The Chronicles of Narnia: The Lion, the Witch and the Wardrobe at the Cremorne Orpheum

I’m told I first read The Lion, the Witch and the Wardrobe at age six: apparently it was my first Big Reading Achievement. As an unsophisticated reader, I guess I was exactly the right demographic for it; and it would have been my very first exposure to the idea of a complete fantasy world, different from our own. I read and re-read it (and the rest of the series) throughout my childhood, and although it’s not a book I have tended to go back to as an adult (unlike, for example, the works of Alan Garner) it will always be special to me.

It would be futile to try and deny the connections between the film of The Lion, the Witch and the Wardrobe with Peter Jackson’s Lord of the Rings trilogy: without the enormous box office success of this, plus the technical expertise developed in New Zealand, Lion, the Witch and the Wardrobe would never have been made – or, even if it had, would have had a much lower budget, and a very different “look” to it.

However, I think it does C.S. Lewis’s book – and thus, the recent film – a grave disservice to compare it directly to Tokein, and find it wanting. I’m not actually a fan of Tolken’s writing style, but even I have to acknowledge that Middle Earth is a much richer and more complex world than Narnia. Although they both created fantasy worlds, the two authors were writing with very different intentions, and with very different audiences in mind. C.S. Lewis was writing not just for children, but for unsophisticated children – I think, for example, that The Lion, the Witch and the Wardrobe would be accessible to a younger child than The Hobbit. The random mix of mythologies can be magical and exciting in its newness (though I think even as a six year old, I found the Father Christmas scene a bit jarring), and the Christian allegory is less heavy handed than in The Magician’s Nephew or The Last Battle. And while the growing sophistication of the child reader – plus the rather dated nature of some of Lewis’s prose – means that the age range of the “unsophisticated reader” may well have shrunk since his day, I think he still has a place as an important writer of fantasy for children. After all, it would be pretty rough if children were to be blocked off from the idea of fantasy worlds until they were old enough to read The Lord of the Rings – or even the Earthsea books, or Elidor, or Howl’s Moving Castle, or The Chronicles of Prydain – all of which, I think, are a little (or a lot) more challenging than The Lion, the Witch and the Wardrobe.

OK, rant over. On to the film.

I really enjoyed it. I thought the children who played Lucy and Edmund were excellent, and Peter and Susan were also fine, although they had a lot less to work with. Mr Tumnus was good, and the White Witch was brilliant. I found the death of Aslan scene quite moving. I was quite happy with the extra scenes they added (although the fox was probably the least successful of the CGI creatures) and overall I thought they really captured the spirit of the book well.

A lot of people have complained about the quality of the CGI, but to be honest, except for the fox, I never found it intrusive. Maybe I’ll start to see flaws on a second or third watching (I find I’m much more aware of them on repeat viewings of Lord of the Rings than I was the first time through).

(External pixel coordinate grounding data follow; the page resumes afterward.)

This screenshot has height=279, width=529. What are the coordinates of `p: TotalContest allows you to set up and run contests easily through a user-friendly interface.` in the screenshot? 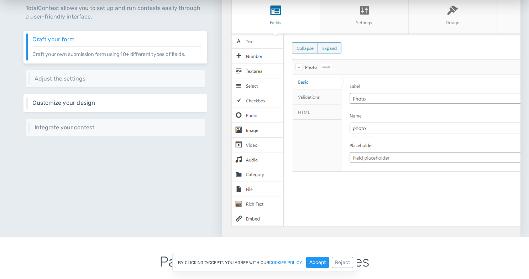 It's located at (115, 12).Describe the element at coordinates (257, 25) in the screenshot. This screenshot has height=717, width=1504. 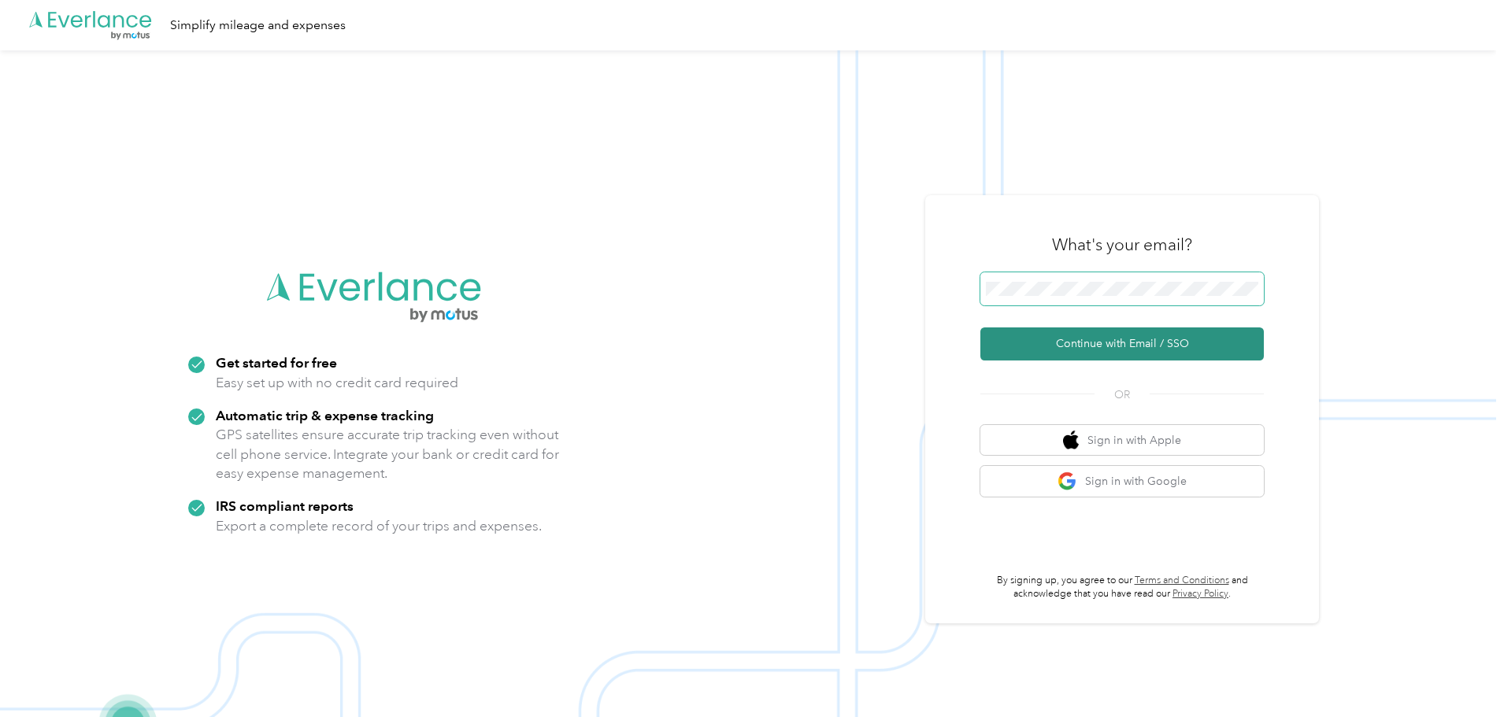
I see `div: Simplify mileage and expenses` at that location.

It can’t be denied that the battle scenes were Lord of the Rings-lite. This was pretty inevitable. The could hardly leave them out in the way Lewis did; and given that it was a battle with mythological creatures, they really didn’t have any option but to ride on Peter Jackson’s coat-tails – though I don’t think they managed to stand on his shoulders and raise it another notch. I was pleased to see that – for once! – it was the good guys who had an air force, although both Michael and Mark complained about the complete lack of tactics shown by both sides: they felt that there should be more than just charging at each other (I thought the plan to draw the White Witch’s people into the gully and then shoot at them from above was a tactic, but obviously I’m mistaken!) It was a little disappointing that the one genuine tactic described in the book – that when Edmund attacks the White Witch he “had the sense to bring his sword smashing down on her wand instead of trying to go for her directly and simply getting made a statue himself for his pains” – wasn’t made explicit in the film. Yes, you saw Emund smashing the wand, but it was less clear that this was a deliberate plan, and specifically different to the approach the others were taking.

So, was the film as rich and complex as Peter Jackson’s Lord of the Rings films? No, of course not. And does that matter? Well, I don’t think so. Despite the superficial similarities, it was coming from completely different source material, with a completely different audience in mind, and thus presenting some very different challenges to the filmmaker. And I thought Adamson and his cast and crew generally met those challenges very well.